I won't lie, I was a bit nervous before, but it went well.

So, where am I, one year into this new position?
Still learning.
I hope I can always say that. I think if I ever get to the point where I "know it all," it will be time for me to leave.
I'm comfortable in my new role. I have incredible support form those around me and I hope I am a source of support for them.
I think I'm doing good work.
I keep in my mind the incredible work our members do, in education, in healthcare, and in public service, and that pushes me to do the best I can.
I'm looking back to see, am I on track? Am I making progress? Have I remembered my goals?
Add I'm looking ahead.
I've been given a gift and I understand that, and I want to make the best use of the opportunity to be as valuable to the organization, our members and the movement as I can be.


Sunday, August 7, 2016

Love

You'd think after 41 years of marriage I'd have this thing we call love all figured out.
You'd think I would have the answers, that I'd found the secret to a long and happy marriage.
Sorry.
I don't have the answers.

Some people hear we've been together for this long and say "congratulations" like it's an honor we've won that many strive for but few achieve.
Please don't look like it that way.
We know many who are divorced.
We did not do it better than them.
Most of those people are correct to be divorced, some waited too long.
Some people suffer through too many painful years, even abuse, before making the difficult and painful decision to split.
Michelle and I haven't done marriage better, just different.
Loving one person your whole life doesn't make you an expert, doesn't mean you are more successful.

There are so many different forms of love.
Parents and siblings,
bothers and sisters and cousins,
close friends,
lovers,
men and women,
men and men,
women and women.
Sometimes, love is instant, like the first time you see your baby's face.
Sometimes it builds slowly, like the acquaintances who know each other forever, and then start feeling something closer.
Sometimes love lasts a lifetime, sometimes a summer.

Love isn't finite.
It isn't like if you love one person with your whole heart and soul that you cannot love another.
I love Michelle, and my children, and my siblings and cousins and friends.
Love for one does not diminish love for another.
It seems to grow as your experience it.

Sometimes we look to those we love to be a source of fulfillment.
Please don't, it isn't possible or fair to those people.
They can provide support and strength, but fulfillment needs to come from within, from self-love.

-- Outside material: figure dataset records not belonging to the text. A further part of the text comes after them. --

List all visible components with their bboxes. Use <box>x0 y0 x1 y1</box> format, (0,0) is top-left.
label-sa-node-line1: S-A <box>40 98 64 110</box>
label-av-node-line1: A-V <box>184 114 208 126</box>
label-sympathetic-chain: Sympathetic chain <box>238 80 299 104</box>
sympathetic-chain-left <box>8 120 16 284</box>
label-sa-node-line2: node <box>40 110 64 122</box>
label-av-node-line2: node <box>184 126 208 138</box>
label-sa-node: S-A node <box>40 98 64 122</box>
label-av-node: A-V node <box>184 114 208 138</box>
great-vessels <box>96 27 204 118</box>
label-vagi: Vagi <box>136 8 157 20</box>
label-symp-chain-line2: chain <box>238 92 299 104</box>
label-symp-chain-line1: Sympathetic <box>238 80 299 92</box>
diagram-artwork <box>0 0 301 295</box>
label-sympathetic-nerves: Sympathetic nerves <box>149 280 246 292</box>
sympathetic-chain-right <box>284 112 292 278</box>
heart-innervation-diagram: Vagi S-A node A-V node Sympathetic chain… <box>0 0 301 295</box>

All forms of love are special, all precious, and we all deserve to find it, not with just one person, but with many people in many forms, during our life.

So don't look at us being married for 41 years as something special, don't hold us up as something to emulate.
Find your own forms of love, and embrace them.

Michelle and I have been lucky to have been in love so long.
It's special and comforting.
We have gone through many of life's trials together and that makes for a special bond.
We have times when we are ready to walk away, times when we are so angry with each other.  But anger is not the opposite of love.....apathy is, just not caring any more.
We've not experienced that with each other.

Life isn't a fairy tale, it comes with bills, and mortgages, and family.
There are days of doubts, it's not happily ever after.

Sometimes though, even now, we feel like we are back as we were in high school.
To this day she excites me if she dresses or undresses in front of me (and she knows this)
But our closest times are when something great or something tragic happens and we want the other with us to share the moment.

So don't look to others to find the definition of love, because it will be different for you.
Go out and find it in the forms meant for you, and have the courage to embrace them when you do.